Personally, I regarded Grotowski from the very outset as a great
artist, which he remained throughout his entire life. Would we be
discussing Grotowski, however, if not for his theatre achievements,
those several plays which have become part of world theatre history:
Akropolis (Acropolis), Tragiczne dzieje doktora Fausta (The Tragical History of Doctor Faustus), Książę Niezłomny (The Constant Prince), or Apocalypsis
cum Figuris? And does the other reason not lie
in his rank in the art of the theatre, achieved primarily thanks to
productions dating from the 1960s? Let us also not omit the fact
that if it were not for the theatrical stage in Grotowski’s life
all his subsequent experiences and eventual artistic efforts would
have assumed an entirely different form. There is no one way of
experiencing Grotowski’s accomplishments, nor is there an
exclusive truth about him. No one can claim the right to a monopoly:
neither the Workcenter of Jerzy Grotowski and Thomas Richards in
Pontedera, nor the Centre for Study of Jerzy Grotowski’s Work and
for Cultural and Theatrical Research in
Wrocław
, which I have co-founded and in which I have worked for fifteen
years, nor any other institution or person. Lastly, I call for care,
patience and the avoidance of all «shortcuts», since the only
thing of which I can be certain is my firm conviction that in this
case all shortcuts are a mere mirage.
Katarzyna Barańska
Home – the Road to Supraśl
The text originated from a selection
of recorded interviews conducted with Maria Parczewska and Janusz
Byszewski from the Creative Education Laboratory at the Centre for
Contemporary Art in
Warsaw
. The conversations concerned the „Home – my centre of the world”
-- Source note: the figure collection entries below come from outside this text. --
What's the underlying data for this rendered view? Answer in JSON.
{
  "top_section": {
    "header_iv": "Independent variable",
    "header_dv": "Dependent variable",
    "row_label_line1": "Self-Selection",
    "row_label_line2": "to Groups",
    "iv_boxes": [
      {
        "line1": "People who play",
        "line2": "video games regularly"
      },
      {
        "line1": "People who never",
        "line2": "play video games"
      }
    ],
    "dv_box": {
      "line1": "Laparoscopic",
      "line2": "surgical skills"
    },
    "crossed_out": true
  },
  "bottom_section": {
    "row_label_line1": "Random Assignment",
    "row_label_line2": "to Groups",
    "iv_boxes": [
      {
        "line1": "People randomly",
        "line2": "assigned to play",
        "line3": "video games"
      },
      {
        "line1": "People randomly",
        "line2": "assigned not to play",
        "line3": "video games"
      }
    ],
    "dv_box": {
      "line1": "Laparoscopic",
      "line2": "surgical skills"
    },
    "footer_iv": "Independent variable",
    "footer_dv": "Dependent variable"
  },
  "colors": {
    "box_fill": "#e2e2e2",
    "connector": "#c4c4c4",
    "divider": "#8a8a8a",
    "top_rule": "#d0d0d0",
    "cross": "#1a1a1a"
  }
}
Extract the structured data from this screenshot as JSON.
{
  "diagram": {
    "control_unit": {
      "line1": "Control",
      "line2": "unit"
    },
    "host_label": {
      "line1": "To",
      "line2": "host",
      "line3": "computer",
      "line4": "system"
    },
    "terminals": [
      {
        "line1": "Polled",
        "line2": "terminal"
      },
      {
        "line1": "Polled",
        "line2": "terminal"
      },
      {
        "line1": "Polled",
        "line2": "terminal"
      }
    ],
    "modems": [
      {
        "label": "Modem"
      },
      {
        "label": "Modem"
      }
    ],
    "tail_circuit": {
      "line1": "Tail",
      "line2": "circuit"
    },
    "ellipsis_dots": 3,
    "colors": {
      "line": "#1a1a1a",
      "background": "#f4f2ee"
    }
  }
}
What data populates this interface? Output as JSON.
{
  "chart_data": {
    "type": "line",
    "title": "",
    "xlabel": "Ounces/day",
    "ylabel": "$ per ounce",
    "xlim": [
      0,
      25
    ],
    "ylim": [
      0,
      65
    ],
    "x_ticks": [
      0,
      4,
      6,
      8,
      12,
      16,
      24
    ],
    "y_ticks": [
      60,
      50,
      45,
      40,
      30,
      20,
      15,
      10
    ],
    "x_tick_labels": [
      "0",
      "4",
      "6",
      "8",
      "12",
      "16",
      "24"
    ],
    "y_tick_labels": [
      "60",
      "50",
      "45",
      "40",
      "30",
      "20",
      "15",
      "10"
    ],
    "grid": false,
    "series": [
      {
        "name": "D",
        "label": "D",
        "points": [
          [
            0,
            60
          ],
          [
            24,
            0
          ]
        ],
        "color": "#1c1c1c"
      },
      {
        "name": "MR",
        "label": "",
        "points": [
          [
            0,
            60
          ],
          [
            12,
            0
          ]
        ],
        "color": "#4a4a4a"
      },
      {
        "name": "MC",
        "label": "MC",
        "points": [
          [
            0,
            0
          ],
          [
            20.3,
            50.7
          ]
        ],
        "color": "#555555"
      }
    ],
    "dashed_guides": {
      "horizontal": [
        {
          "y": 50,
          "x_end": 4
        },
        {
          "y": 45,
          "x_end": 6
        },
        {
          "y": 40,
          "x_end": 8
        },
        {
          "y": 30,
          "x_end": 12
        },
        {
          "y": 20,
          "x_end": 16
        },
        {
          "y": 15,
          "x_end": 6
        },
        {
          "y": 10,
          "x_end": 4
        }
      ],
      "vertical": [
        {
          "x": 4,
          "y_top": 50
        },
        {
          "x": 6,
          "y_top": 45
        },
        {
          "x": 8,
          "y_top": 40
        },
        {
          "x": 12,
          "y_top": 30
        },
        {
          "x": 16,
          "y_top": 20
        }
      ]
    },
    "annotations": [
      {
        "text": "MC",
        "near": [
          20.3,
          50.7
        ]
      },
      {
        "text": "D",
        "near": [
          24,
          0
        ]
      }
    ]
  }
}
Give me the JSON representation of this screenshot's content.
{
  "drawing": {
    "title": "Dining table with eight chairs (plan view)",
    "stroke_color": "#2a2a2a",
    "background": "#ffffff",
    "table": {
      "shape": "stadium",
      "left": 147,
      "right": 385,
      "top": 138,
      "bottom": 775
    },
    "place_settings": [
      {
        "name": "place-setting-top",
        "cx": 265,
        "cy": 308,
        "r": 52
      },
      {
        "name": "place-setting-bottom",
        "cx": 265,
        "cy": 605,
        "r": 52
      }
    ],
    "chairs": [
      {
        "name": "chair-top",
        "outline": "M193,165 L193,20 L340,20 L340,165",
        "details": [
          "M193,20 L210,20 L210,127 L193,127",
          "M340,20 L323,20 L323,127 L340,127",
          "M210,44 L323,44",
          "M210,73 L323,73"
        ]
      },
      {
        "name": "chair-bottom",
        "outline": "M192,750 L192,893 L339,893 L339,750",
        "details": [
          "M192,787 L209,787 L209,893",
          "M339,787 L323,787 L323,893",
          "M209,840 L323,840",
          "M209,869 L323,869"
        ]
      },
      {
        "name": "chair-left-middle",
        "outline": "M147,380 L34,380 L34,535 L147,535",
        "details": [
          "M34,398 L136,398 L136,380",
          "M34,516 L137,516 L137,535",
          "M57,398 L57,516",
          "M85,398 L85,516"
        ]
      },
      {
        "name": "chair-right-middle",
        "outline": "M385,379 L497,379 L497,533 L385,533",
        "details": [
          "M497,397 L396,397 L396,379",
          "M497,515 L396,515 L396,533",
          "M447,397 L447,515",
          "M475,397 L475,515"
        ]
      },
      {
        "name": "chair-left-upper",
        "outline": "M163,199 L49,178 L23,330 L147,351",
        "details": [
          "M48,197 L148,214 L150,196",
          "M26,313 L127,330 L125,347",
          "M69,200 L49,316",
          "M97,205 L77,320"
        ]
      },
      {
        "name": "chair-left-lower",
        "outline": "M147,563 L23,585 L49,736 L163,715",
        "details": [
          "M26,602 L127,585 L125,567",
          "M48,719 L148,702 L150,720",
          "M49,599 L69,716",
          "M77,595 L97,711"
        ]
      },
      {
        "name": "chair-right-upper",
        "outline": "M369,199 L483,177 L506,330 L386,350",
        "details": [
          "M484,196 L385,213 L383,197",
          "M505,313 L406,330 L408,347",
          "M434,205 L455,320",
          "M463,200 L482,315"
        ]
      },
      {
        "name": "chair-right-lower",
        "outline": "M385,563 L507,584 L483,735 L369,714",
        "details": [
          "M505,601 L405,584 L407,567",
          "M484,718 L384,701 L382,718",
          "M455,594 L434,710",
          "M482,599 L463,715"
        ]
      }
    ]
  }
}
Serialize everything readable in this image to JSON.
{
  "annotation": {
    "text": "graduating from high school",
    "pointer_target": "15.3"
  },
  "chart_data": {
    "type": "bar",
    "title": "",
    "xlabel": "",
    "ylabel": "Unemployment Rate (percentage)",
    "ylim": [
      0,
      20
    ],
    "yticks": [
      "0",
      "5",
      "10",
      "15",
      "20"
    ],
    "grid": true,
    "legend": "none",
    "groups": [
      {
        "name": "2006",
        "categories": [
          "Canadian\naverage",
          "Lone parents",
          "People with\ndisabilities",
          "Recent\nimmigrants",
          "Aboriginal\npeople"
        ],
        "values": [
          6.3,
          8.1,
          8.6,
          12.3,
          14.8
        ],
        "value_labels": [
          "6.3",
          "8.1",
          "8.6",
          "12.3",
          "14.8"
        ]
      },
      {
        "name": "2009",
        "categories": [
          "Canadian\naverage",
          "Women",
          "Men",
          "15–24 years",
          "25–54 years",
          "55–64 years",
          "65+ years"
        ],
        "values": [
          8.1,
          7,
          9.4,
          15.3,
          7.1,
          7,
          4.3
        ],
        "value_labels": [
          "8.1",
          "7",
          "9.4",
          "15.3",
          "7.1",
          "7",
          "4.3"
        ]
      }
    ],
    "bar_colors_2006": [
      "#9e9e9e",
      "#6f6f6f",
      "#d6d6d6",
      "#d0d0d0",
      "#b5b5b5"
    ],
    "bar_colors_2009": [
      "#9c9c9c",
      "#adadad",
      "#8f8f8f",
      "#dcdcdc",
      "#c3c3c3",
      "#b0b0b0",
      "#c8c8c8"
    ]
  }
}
art project realized in Supraśl in September 2003. The prime
organizer was the Polish Culture Institute at
Warsaw
University
, with the British organization The Public as an important
participant. The author presented the most prominent motifs of the
projects, its goals and structure of activity, and explained the
motives for selecting the locality and the manner of realizing the
theme. The attempts entailed reconstructing a vision of a home in
Supraśl and its implementation, as well as building bonds between
the participants of the undertaking, overcoming distrust and
stereotypes, and creating a new reality and festivity.